Here you see some footage of one of the rather unconventional and hilarious ad they presented at the keynote.

If even Gesa Noormann of Escapio says in a comment under Kevin’s Travolution coverage of the presentation:

Thanks Kevin for the fab article. Despite the fact that Mr and Mrs Smith are Escapio’s UK competitor, I can’t deny that their presentation was fantastic!

then you know your presentation was good even if you were dead tired.

Some personal notes:
I don’t understand jot from what Kevin’s caption means: “Corporate Barbarism does not begin at home say The Smiths”, but that could be my Dunglish.

If you are curious to see who the guy behind Escapio is look here. Even if I say it myself, I like the picture.

I think Willem should start talking with the two portfolios mentioned here, Mr & Mrs Smith and Escapio, or alternatively they should start talking with Willem, to see if there are possibilities to team up to cover The Netherlands and Belgium better than they do now separately.

Added March 24, 2009:

Via twitter I got the link of the same video on their site: Mr & Mrs Smith | Get a Room!. It has a bit better quality than the YouTube one

Guardian launches Open Platform service to make online content available free | Media | guardian.co.uk

I believe this is a giant step forward:

The Guardian today launched Open Platform, a service that will allow partners to reuse guardian.co.uk content and data for free and weave it “into the fabric of the internet“.

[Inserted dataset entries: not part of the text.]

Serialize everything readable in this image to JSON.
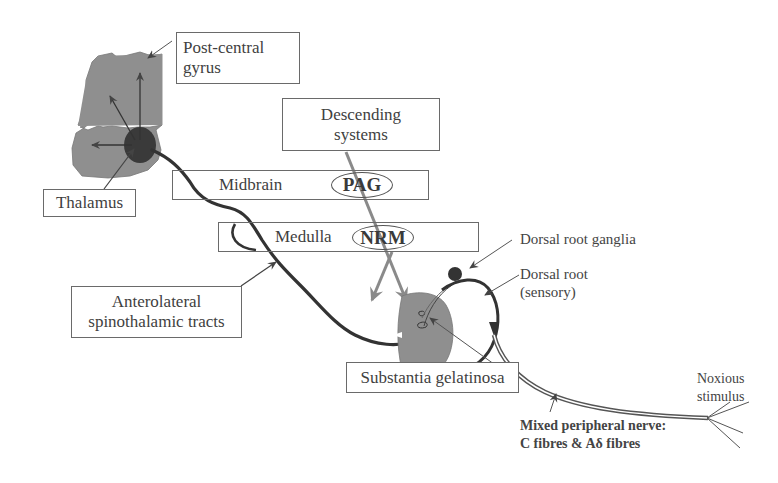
{
  "diagram": {
    "labels": {
      "post_central": [
        "Post-central",
        "gyrus"
      ],
      "descending": [
        "Descending",
        "systems"
      ],
      "thalamus": "Thalamus",
      "midbrain": "Midbrain",
      "pag": "PAG",
      "medulla": "Medulla",
      "nrm": "NRM",
      "anterolateral": [
        "Anterolateral",
        "spinothalamic tracts"
      ],
      "dorsal_root_ganglia": "Dorsal root ganglia",
      "dorsal_root": [
        "Dorsal root",
        "(sensory)"
      ],
      "substantia": "Substantia gelatinosa",
      "noxious": [
        "Noxious",
        "stimulus"
      ],
      "mixed_nerve": [
        "Mixed peripheral nerve:",
        "C fibres & Aδ fibres"
      ]
    },
    "colors": {
      "tissue": "#8f8f8f",
      "thalamus": "#3a3a3a",
      "tract": "#333333",
      "descending_arrow": "#8a8a8a",
      "box_border": "#6a6a6a"
    }
  }
}
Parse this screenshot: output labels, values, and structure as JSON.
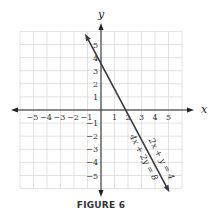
{
  "chart_data": {
    "type": "line",
    "title": "",
    "caption": "FIGURE 6",
    "xlabel": "x",
    "ylabel": "y",
    "xlim": [
      -6,
      6
    ],
    "ylim": [
      -6,
      6
    ],
    "grid": true,
    "x_ticks": [
      -5,
      -4,
      -3,
      -2,
      -1,
      1,
      2,
      3,
      4,
      5
    ],
    "y_ticks": [
      5,
      4,
      3,
      2,
      1,
      -1,
      -2,
      -3,
      -4,
      -5
    ],
    "x_tick_labels": [
      "−5",
      "−4",
      "−3",
      "−2",
      "−1",
      "1",
      "2",
      "3",
      "4",
      "5"
    ],
    "y_tick_labels": [
      "5",
      "4",
      "3",
      "2",
      "1",
      "−1",
      "−2",
      "−3",
      "−4",
      "−5"
    ],
    "series": [
      {
        "name": "2x + y = 4",
        "equation": "2x + y = 4",
        "slope": -2,
        "y_intercept": 4,
        "x_intercept": 2,
        "points": [
          [
            -1,
            6
          ],
          [
            0,
            4
          ],
          [
            2,
            0
          ],
          [
            5,
            -6
          ]
        ]
      },
      {
        "name": "4x + 2y = 8",
        "equation": "4x + 2y = 8",
        "slope": -2,
        "y_intercept": 4,
        "x_intercept": 2,
        "points": [
          [
            -1,
            6
          ],
          [
            0,
            4
          ],
          [
            2,
            0
          ],
          [
            5,
            -6
          ]
        ]
      }
    ],
    "annotations": [
      "2x + y = 4",
      "4x + 2y = 8"
    ],
    "line_color": "#3a3a3a",
    "grid_color": "#d6d6d6"
  }
}
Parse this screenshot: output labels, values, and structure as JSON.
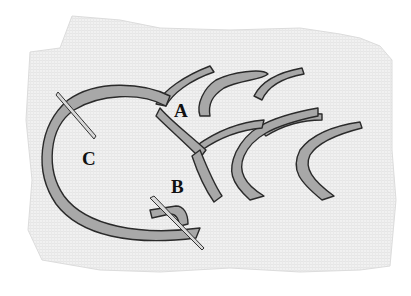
{
  "figure": {
    "labels": [
      {
        "id": "A",
        "text": "A",
        "x": 174,
        "y": 101
      },
      {
        "id": "B",
        "text": "B",
        "x": 171,
        "y": 177
      },
      {
        "id": "C",
        "text": "C",
        "x": 82,
        "y": 149
      }
    ],
    "colors": {
      "fabric": "#efefef",
      "thread": "#a8a8a8",
      "thread_outline": "#2a2a2a",
      "needle": "#d8d8d8"
    }
  }
}
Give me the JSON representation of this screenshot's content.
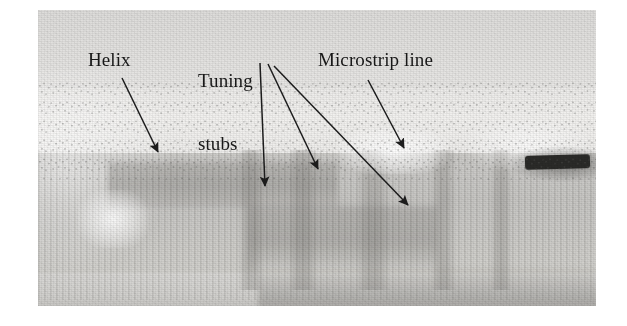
{
  "figure": {
    "kind": "annotated-photograph",
    "caption_labels": [
      {
        "id": "helix",
        "text": "Helix"
      },
      {
        "id": "tuning",
        "text": "Tuning\nstubs"
      },
      {
        "id": "microstrip",
        "text": "Microstrip line"
      }
    ],
    "label_helix": "Helix",
    "label_tuning_line1": "Tuning",
    "label_tuning_line2": "stubs",
    "label_microstrip": "Microstrip line",
    "bleed_through_text": "",
    "colors": {
      "ink": "#181818",
      "arrow": "#1c1c1c",
      "plate_light": "#eeedeb",
      "plate_mid": "#c6c5c2",
      "plate_dark": "#2a2a28",
      "page": "#ffffff"
    },
    "photo_plate": {
      "x": 38,
      "y": 10,
      "width": 558,
      "height": 296
    },
    "arrows": [
      {
        "id": "arrow-helix",
        "from": [
          122,
          78
        ],
        "to": [
          160,
          155
        ],
        "label": "Helix"
      },
      {
        "id": "arrow-stub-1",
        "from": [
          260,
          63
        ],
        "to": [
          265,
          190
        ],
        "label": "Tuning stubs"
      },
      {
        "id": "arrow-stub-2",
        "from": [
          268,
          64
        ],
        "to": [
          320,
          172
        ],
        "label": "Tuning stubs"
      },
      {
        "id": "arrow-stub-3",
        "from": [
          273,
          65
        ],
        "to": [
          411,
          208
        ],
        "label": "Tuning stubs"
      },
      {
        "id": "arrow-microstrip",
        "from": [
          368,
          80
        ],
        "to": [
          406,
          151
        ],
        "label": "Microstrip line"
      }
    ]
  }
}
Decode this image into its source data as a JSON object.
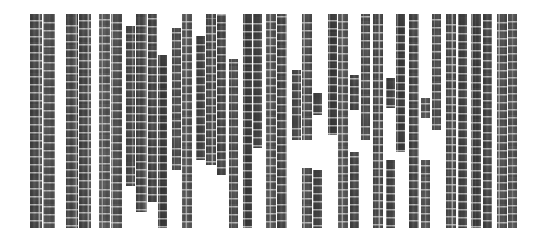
{
  "figure": {
    "title": "",
    "background_color": "#ffffff",
    "width": 535,
    "height": 243
  },
  "chart_data": {
    "type": "bar",
    "title": "",
    "subtitle": "",
    "xlabel": "",
    "ylabel": "",
    "legend": [],
    "legend_position": "none",
    "grid": false,
    "axis_visible": false,
    "tick_labels_x": [],
    "tick_labels_y": [],
    "ylim": [
      0,
      100
    ],
    "xlim": [
      0,
      535
    ],
    "orientation": "vertical",
    "fill_style": "noise-grid-texture",
    "fill_color": "#6e6e6e",
    "grid_line_color": "#ffffff",
    "plot_top": 13,
    "plot_bottom": 228,
    "categories": [
      "c1",
      "c2",
      "c3",
      "c4",
      "c5",
      "c6",
      "c7",
      "c8",
      "c9",
      "c10",
      "c11",
      "c12",
      "c13",
      "c14",
      "c15",
      "c16",
      "c17",
      "c18",
      "c19",
      "c20",
      "c21",
      "c22",
      "c23",
      "c24",
      "c25",
      "c26",
      "c27",
      "c28",
      "c29",
      "c30",
      "c31",
      "c32",
      "c33",
      "c34",
      "c35",
      "c36",
      "c37",
      "c38",
      "c39",
      "c40",
      "c41",
      "c42",
      "c43",
      "c44",
      "c45",
      "c46",
      "c47",
      "c48",
      "c49",
      "c50"
    ],
    "columns": [
      {
        "id": "c1",
        "x": 30,
        "w": 12,
        "top": 14,
        "bottom": 228,
        "gap_top": null,
        "gap_bottom": null,
        "tone": 1
      },
      {
        "id": "c2",
        "x": 43,
        "w": 12,
        "top": 14,
        "bottom": 228,
        "gap_top": null,
        "gap_bottom": null,
        "tone": 2
      },
      {
        "id": "c3",
        "x": 66,
        "w": 12,
        "top": 14,
        "bottom": 228,
        "gap_top": null,
        "gap_bottom": null,
        "tone": 3
      },
      {
        "id": "c4",
        "x": 79,
        "w": 12,
        "top": 14,
        "bottom": 228,
        "gap_top": null,
        "gap_bottom": null,
        "tone": 1
      },
      {
        "id": "c5",
        "x": 99,
        "w": 11,
        "top": 14,
        "bottom": 186,
        "gap_top": null,
        "gap_bottom": null,
        "tone": 4
      },
      {
        "id": "c6",
        "x": 111,
        "w": 11,
        "top": 14,
        "bottom": 228,
        "gap_top": null,
        "gap_bottom": null,
        "tone": 2
      },
      {
        "id": "c7",
        "x": 126,
        "w": 9,
        "top": 26,
        "bottom": 157,
        "gap_top": null,
        "gap_bottom": null,
        "tone": 5
      },
      {
        "id": "c8",
        "x": 136,
        "w": 11,
        "top": 14,
        "bottom": 212,
        "gap_top": null,
        "gap_bottom": null,
        "tone": 3
      },
      {
        "id": "c9",
        "x": 148,
        "w": 9,
        "top": 14,
        "bottom": 170,
        "gap_top": null,
        "gap_bottom": null,
        "tone": 1
      },
      {
        "id": "c10",
        "x": 158,
        "w": 9,
        "top": 55,
        "bottom": 228,
        "gap_top": null,
        "gap_bottom": null,
        "tone": 6
      },
      {
        "id": "c11",
        "x": 172,
        "w": 9,
        "top": 28,
        "bottom": 142,
        "gap_top": null,
        "gap_bottom": null,
        "tone": 2
      },
      {
        "id": "c12",
        "x": 182,
        "w": 10,
        "top": 14,
        "bottom": 228,
        "gap_top": null,
        "gap_bottom": null,
        "tone": 4
      },
      {
        "id": "c13",
        "x": 196,
        "w": 9,
        "top": 36,
        "bottom": 127,
        "gap_top": null,
        "gap_bottom": null,
        "tone": 3
      },
      {
        "id": "c14",
        "x": 206,
        "w": 10,
        "top": 14,
        "bottom": 165,
        "gap_top": null,
        "gap_bottom": null,
        "tone": 5
      },
      {
        "id": "c15",
        "x": 217,
        "w": 9,
        "top": 14,
        "bottom": 150,
        "gap_top": null,
        "gap_bottom": null,
        "tone": 1
      },
      {
        "id": "c16",
        "x": 229,
        "w": 9,
        "top": 59,
        "bottom": 228,
        "gap_top": null,
        "gap_bottom": null,
        "tone": 2
      },
      {
        "id": "c17",
        "x": 243,
        "w": 9,
        "top": 14,
        "bottom": 145,
        "gap_top": null,
        "gap_bottom": null,
        "tone": 6
      },
      {
        "id": "c18",
        "x": 253,
        "w": 9,
        "top": 14,
        "bottom": 114,
        "gap_top": null,
        "gap_bottom": null,
        "tone": 3
      },
      {
        "id": "c19",
        "x": 266,
        "w": 10,
        "top": 14,
        "bottom": 228,
        "gap_top": null,
        "gap_bottom": null,
        "tone": 4
      },
      {
        "id": "c20",
        "x": 277,
        "w": 10,
        "top": 14,
        "bottom": 200,
        "gap_top": null,
        "gap_bottom": null,
        "tone": 1
      },
      {
        "id": "c21",
        "x": 292,
        "w": 9,
        "top": 70,
        "bottom": 118,
        "gap_top": null,
        "gap_bottom": null,
        "tone": 5
      },
      {
        "id": "c22",
        "x": 302,
        "w": 10,
        "top": 14,
        "bottom": 228,
        "gap_top": 140,
        "gap_bottom": 168,
        "tone": 2
      },
      {
        "id": "c23",
        "x": 313,
        "w": 9,
        "top": 93,
        "bottom": 228,
        "gap_top": 115,
        "gap_bottom": 170,
        "tone": 3
      },
      {
        "id": "c24",
        "x": 328,
        "w": 9,
        "top": 14,
        "bottom": 110,
        "gap_top": null,
        "gap_bottom": null,
        "tone": 6
      },
      {
        "id": "c25",
        "x": 338,
        "w": 10,
        "top": 14,
        "bottom": 228,
        "gap_top": null,
        "gap_bottom": null,
        "tone": 4
      },
      {
        "id": "c26",
        "x": 350,
        "w": 9,
        "top": 75,
        "bottom": 228,
        "gap_top": 110,
        "gap_bottom": 152,
        "tone": 1
      },
      {
        "id": "c27",
        "x": 361,
        "w": 9,
        "top": 14,
        "bottom": 118,
        "gap_top": null,
        "gap_bottom": null,
        "tone": 2
      },
      {
        "id": "c28",
        "x": 373,
        "w": 10,
        "top": 14,
        "bottom": 228,
        "gap_top": null,
        "gap_bottom": null,
        "tone": 5
      },
      {
        "id": "c29",
        "x": 386,
        "w": 9,
        "top": 78,
        "bottom": 228,
        "gap_top": 108,
        "gap_bottom": 160,
        "tone": 3
      },
      {
        "id": "c30",
        "x": 396,
        "w": 9,
        "top": 14,
        "bottom": 132,
        "gap_top": null,
        "gap_bottom": null,
        "tone": 6
      },
      {
        "id": "c31",
        "x": 409,
        "w": 10,
        "top": 14,
        "bottom": 228,
        "gap_top": null,
        "gap_bottom": null,
        "tone": 1
      },
      {
        "id": "c32",
        "x": 421,
        "w": 9,
        "top": 98,
        "bottom": 228,
        "gap_top": 118,
        "gap_bottom": 160,
        "tone": 4
      },
      {
        "id": "c33",
        "x": 432,
        "w": 9,
        "top": 14,
        "bottom": 105,
        "gap_top": null,
        "gap_bottom": null,
        "tone": 2
      },
      {
        "id": "c34",
        "x": 446,
        "w": 10,
        "top": 14,
        "bottom": 228,
        "gap_top": null,
        "gap_bottom": null,
        "tone": 5
      },
      {
        "id": "c35",
        "x": 458,
        "w": 9,
        "top": 14,
        "bottom": 228,
        "gap_top": null,
        "gap_bottom": null,
        "tone": 3
      },
      {
        "id": "c36",
        "x": 471,
        "w": 10,
        "top": 14,
        "bottom": 228,
        "gap_top": null,
        "gap_bottom": null,
        "tone": 6
      },
      {
        "id": "c37",
        "x": 483,
        "w": 9,
        "top": 14,
        "bottom": 228,
        "gap_top": null,
        "gap_bottom": null,
        "tone": 1
      },
      {
        "id": "c38",
        "x": 497,
        "w": 10,
        "top": 14,
        "bottom": 228,
        "gap_top": null,
        "gap_bottom": null,
        "tone": 2
      },
      {
        "id": "c39",
        "x": 508,
        "w": 9,
        "top": 14,
        "bottom": 228,
        "gap_top": null,
        "gap_bottom": null,
        "tone": 4
      }
    ],
    "steps": [
      {
        "x": 99,
        "w": 11,
        "top": 186,
        "bottom": 228,
        "tone": 4,
        "note": "lower block under c5"
      },
      {
        "x": 126,
        "w": 9,
        "top": 157,
        "bottom": 186,
        "tone": 5,
        "note": "step under c7"
      },
      {
        "x": 148,
        "w": 9,
        "top": 170,
        "bottom": 202,
        "tone": 1,
        "note": "step under c9"
      },
      {
        "x": 172,
        "w": 9,
        "top": 142,
        "bottom": 170,
        "tone": 2,
        "note": "step under c11"
      },
      {
        "x": 196,
        "w": 9,
        "top": 127,
        "bottom": 160,
        "tone": 3,
        "note": "step under c13"
      },
      {
        "x": 217,
        "w": 9,
        "top": 150,
        "bottom": 175,
        "tone": 1,
        "note": "step under c15"
      },
      {
        "x": 243,
        "w": 9,
        "top": 145,
        "bottom": 228,
        "tone": 6,
        "note": "lower block under c17"
      },
      {
        "x": 253,
        "w": 9,
        "top": 114,
        "bottom": 148,
        "tone": 3,
        "note": "step under c18"
      },
      {
        "x": 277,
        "w": 10,
        "top": 200,
        "bottom": 228,
        "tone": 1,
        "note": "step under c20"
      },
      {
        "x": 292,
        "w": 9,
        "top": 118,
        "bottom": 140,
        "tone": 5,
        "note": "step under c21"
      },
      {
        "x": 328,
        "w": 9,
        "top": 110,
        "bottom": 135,
        "tone": 6,
        "note": "step under c24"
      },
      {
        "x": 361,
        "w": 9,
        "top": 118,
        "bottom": 140,
        "tone": 2,
        "note": "step under c27"
      },
      {
        "x": 396,
        "w": 9,
        "top": 132,
        "bottom": 152,
        "tone": 6,
        "note": "step under c30"
      },
      {
        "x": 432,
        "w": 9,
        "top": 105,
        "bottom": 130,
        "tone": 2,
        "note": "step under c33"
      }
    ]
  }
}
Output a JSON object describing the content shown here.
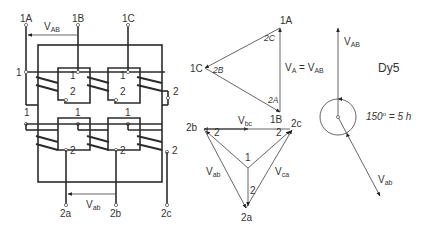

Open Platform launched with two separate content-sharing services, which will allow users to build their own applications in return for carrying Guardian advertising.

A content application programming interface (API) will smooth the way for web developers to build applications and services using Guardian content, while a Data Store will contain datasets curated by Guardian editors and open for others to use.

Guardian launches Open Platform service to make online content available free | Media | guardian.co.uk

Tech Crunch picked it up and made some comments.

Guy Kawasaki on how to become Web Famous

Just a link to an interview with Guy Kawasaki (AKA Guy Kawastalki) by VatorNews – Guy Kawasaki on how to become Web famous.

The Product Kawasaki is about giving (and tweeting about):

  1. Good advice about entrepreneurship and marketing.
  2. Good advice for start up business.
  3. Interesting links, pages, photos, absurdities etc.

Just find interesting content on Alltop.com, Stumble upon or similar sites and tweet about it .

Answer your e-mail. Yes, that is time consuming, but I don’t wear short skirts and work the party circuit.